By Dave Warner
PHILADELPHIA (Reuters) - Defense lawyers for a Philadelphia abortion doctor accused of killing babies in a clinic that mainly serves low-income women rested their case on Wednesday without calling any witnesses in the high-profile murder trial.
Dr. Kermit Gosnell, 72, is charged with killing four infants during botched abortions and a woman who underwent an abortion and died at a nearby hospital after the procedure at his Women's Medical Society clinic in urban West Philadelphia.
He could face the death penalty if convicted in the case in Common Pleas Court in Philadelphia that focuses on whether or not the infants were born alive and then killed.
The charges against Gosnell and nine of his employees have rekindled the debate in the United States about late-term abortions.
Prosecutors said Gosnell ran a "house of horrors" in a West Philadelphia health clinic where women went for late-term abortions. The district attorney's office said Gosnell delivered live babies during botched abortions and then deliberately severed their spinal cords, killing them.
Gosnell's defense lawyer, John McMahon, characterized the prosecution of his client, who is black, as "elitist, racist." He said there was no evidence that the babies were delivered alive, noting "the first rule of homicide is someone has to be alive."
It is legal in Pennsylvania to abort a fetus at up to 24 weeks of pregnancy.
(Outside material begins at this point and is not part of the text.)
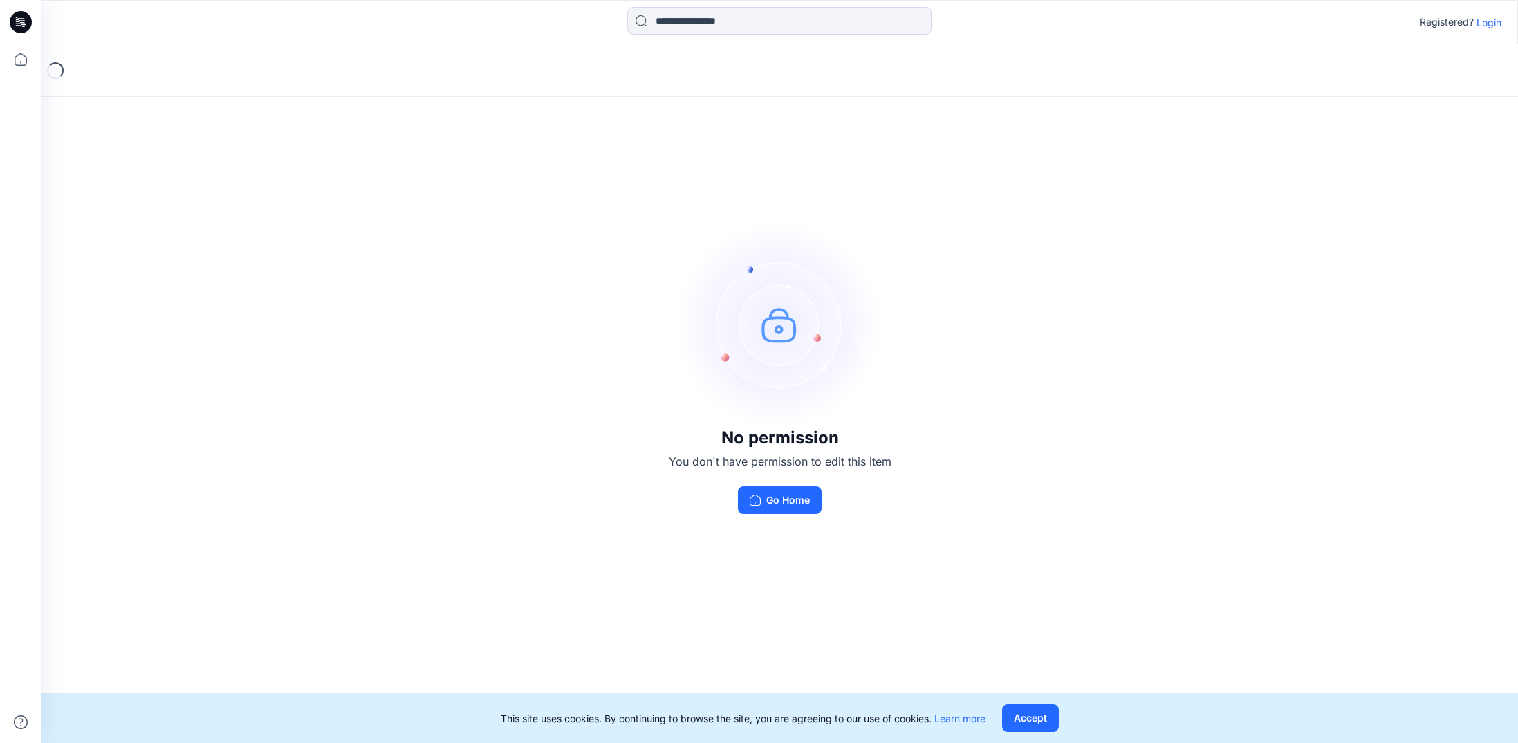 The image size is (1518, 743). Describe the element at coordinates (780, 324) in the screenshot. I see `img: no-perm.svg` at that location.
It becomes murder when the infant is fully expelled from the mother alive and then killed, according to a lawyer familiar with Pennsylvania law, who declined to be named due to the sensitivity of the case.
The move by Gosnell's attorneys to rest their case came a day after they succeeded in convincing Judge Jeffrey Minehart to dismiss three murder charges involving infants. Gosnell had originally been charged with killing seven babies.
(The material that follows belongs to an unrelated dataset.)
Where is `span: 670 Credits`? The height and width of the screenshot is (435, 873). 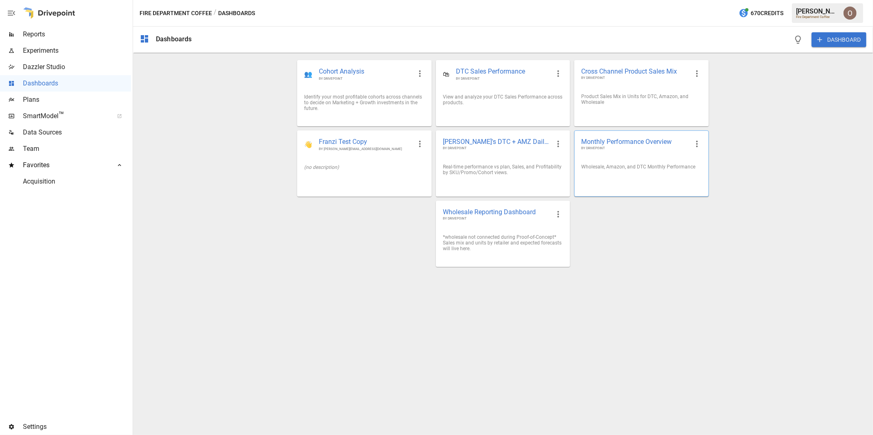 span: 670 Credits is located at coordinates (767, 13).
Closing arguments in the case were expected to begin on Monday, with the seven-woman, five-man jury beginning deliberations the following day.
Outside court, reporters asked McMahon why he opted for what seemed like a surprise move. He said he had presented his client's defense during a rigorous cross-examination of more than three dozen prosecution witnesses.
"You saw a defense," McMahon said.
Gosnell has been in jail since his January 2011 arrest. Eight other defendants have pleaded guilty to a variety of charges and are awaiting sentencing.